I'm writing some managed handle container, not unsimilar to std::unique_pointer (although I'm not writing my code in C++11 yet). I have something like this:
template <class H>
class UniqueHandle {
    H h;
public:
    UniqueHandle(H _h = 0) // "the first constructor", referred below
        :h(_h) {}
    UniqueHandle(UniqueHandle &other)
        :h(other.YieldOwnership()) {}
    ~UniqueHandle() { ::DeleteHandle(h); }
    UniqueHandle &operator =(UniqueHandle &other)
    {
        ::DeleteHandle(h); // release the old handle
        h = other.YieldOwnership();
        return *this;
    }
    UniqueHandle &operator =(H _h)
    {
        ::DeleteHandle(h); // release the old handle
        h = _h;
        return *this;
    }
    H YieldOwnership() { H result = h; h = 0; return result; }
    operator H() const { return h; }
};
There could be a bunch of other operators, but let's keep it simple. Now let's assume:
typedef int HANDLE;
void DeleteHandle(HANDLE h)
{
    cout << "deleting handle " << h << endl;
}
int main()
{
    UniqueHandle<HANDLE> h(123);
    UniqueHandle<HANDLE> h2 = 456;
    HANDLE unmanaged = 789;
    HANDLE mixed_case = (rand() & 1)? (HANDLE)h : unmanaged;
    DeleteHandle(unmanaged);
    return 0;
}
I've tried running this on ideone, and it works as expected. However, in Visual Studio (2008), the mixed_case does not require the conversion of h to bare HANDLE and instead implicitly converts unmanaged to UniqueHandle<HANDLE>, which causes its deletion shortly after. It took me some time to find this bug, and I know it can be fixed by declaring the first constructor as explicit.
My question is: are the operator = equally dangerous? What other perils one can run into with these types of unique resource managers?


> What this task involves: If a line in the data below includes the string "arrow", please return a copy of it.

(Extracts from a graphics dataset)
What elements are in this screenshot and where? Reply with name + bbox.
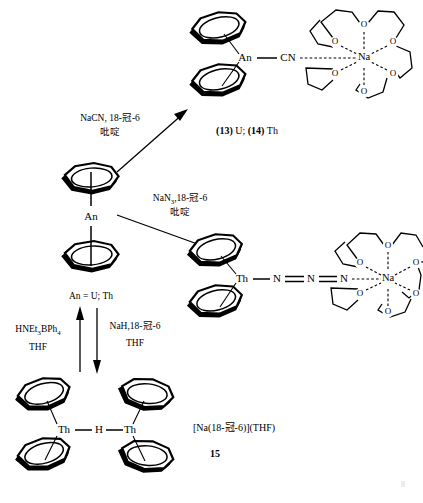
crown-oxygen-label: O: [332, 36, 339, 46]
cyanide-ligand-label: CN: [280, 51, 295, 63]
dimer-counterion-caption: [Na(18-冠-6)](THF): [193, 422, 275, 434]
cyanide-metal-label: An: [238, 51, 252, 63]
reaction-scheme-diagram: An An = U; Th NaCN, 18-冠-6 吡啶 NaN3,18-冠-…: [0, 0, 423, 503]
reagent-cyanide-line1: NaCN, 18-冠-6: [80, 113, 140, 123]
central-caption: An = U; Th: [69, 291, 113, 301]
reagent-label-cyanide: NaCN, 18-冠-6 吡啶: [80, 113, 140, 137]
reagent-up-line1: HNEt3BPh4: [15, 324, 61, 335]
crown-oxygen-label: O: [413, 257, 420, 267]
reagent-up-line2: THF: [29, 342, 47, 352]
dimer-left-cot-bottom: [12, 434, 74, 476]
azide-nitrogen-1: N: [273, 272, 281, 284]
crown-oxygen-label: O: [385, 240, 392, 250]
reagent-down-line2: THF: [126, 338, 144, 348]
azide-nitrogen-2: N: [307, 272, 315, 284]
crown-oxygen-label: O: [413, 288, 420, 298]
crown-oxygen-label: O: [332, 68, 339, 78]
azide-nitrogen-3: N: [340, 272, 348, 284]
cyanide-sodium-label: Na: [358, 51, 371, 62]
reaction-arrow-up: [76, 306, 84, 372]
central-starting-material: An An = U; Th: [61, 163, 118, 301]
reagent-cyanide-line2: 吡啶: [100, 126, 120, 137]
product-hydride-dimer: Th H Th [Na(18-冠-6)](THF) 15: [12, 373, 276, 477]
dimer-compound-number: 15: [210, 448, 220, 459]
reagent-azide-line2: 吡啶: [170, 206, 190, 217]
crown-oxygen-label: O: [385, 306, 392, 316]
cyanide-cot-ring-bottom: [186, 60, 249, 101]
azide-metal-label: Th: [236, 272, 249, 284]
crown-oxygen-label: O: [357, 288, 364, 298]
crown-oxygen-label: O: [357, 257, 364, 267]
crown-oxygen-label: O: [390, 36, 397, 46]
reagent-label-azide: NaN3,18-冠-6 吡啶: [153, 193, 208, 217]
cyanide-compound-caption: (13) U; (14) Th: [216, 125, 278, 137]
dimer-right-cot-bottom: [114, 435, 176, 477]
dimer-right-cot-top: [114, 373, 176, 415]
crown-oxygen-label: O: [361, 86, 368, 96]
azide-cot-ring-bottom: [184, 281, 245, 322]
central-metal-label: An: [84, 210, 98, 222]
reaction-arrow-down: [93, 308, 101, 374]
cot-ring-bottom: [61, 241, 118, 272]
crown-oxygen-label: O: [361, 19, 368, 29]
reagent-down-line1: NaH,18-冠-6: [110, 321, 161, 331]
cyanide-cot-ring-top: [186, 8, 249, 49]
dimer-left-cot-top: [12, 374, 74, 416]
dimer-bridging-hydride: H: [95, 423, 103, 435]
reagent-azide-line1: NaN3,18-冠-6: [153, 193, 208, 204]
azide-cot-ring-top: [184, 230, 245, 271]
page-mark: 8: [401, 480, 405, 489]
reagent-label-deprotonation: NaH,18-冠-6 THF: [110, 321, 161, 348]
reagent-label-protonation: HNEt3BPh4 THF: [15, 324, 61, 352]
product-cyanide-complex: An CN O O O O O: [186, 8, 412, 137]
azide-sodium-label: Na: [382, 272, 395, 283]
crown-oxygen-label: O: [390, 68, 397, 78]
product-azide-complex: Th N N N O O O: [184, 230, 423, 322]
crown-ether-cyanide: O O O O O O Na: [306, 10, 412, 98]
cot-ring-top: [61, 163, 118, 194]
dimer-metal-right: Th: [124, 423, 137, 435]
dimer-metal-left: Th: [58, 423, 71, 435]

> Exercise solution:
reaction-arrow-up: [76, 306, 84, 372]
reaction-arrow-down: [93, 308, 101, 374]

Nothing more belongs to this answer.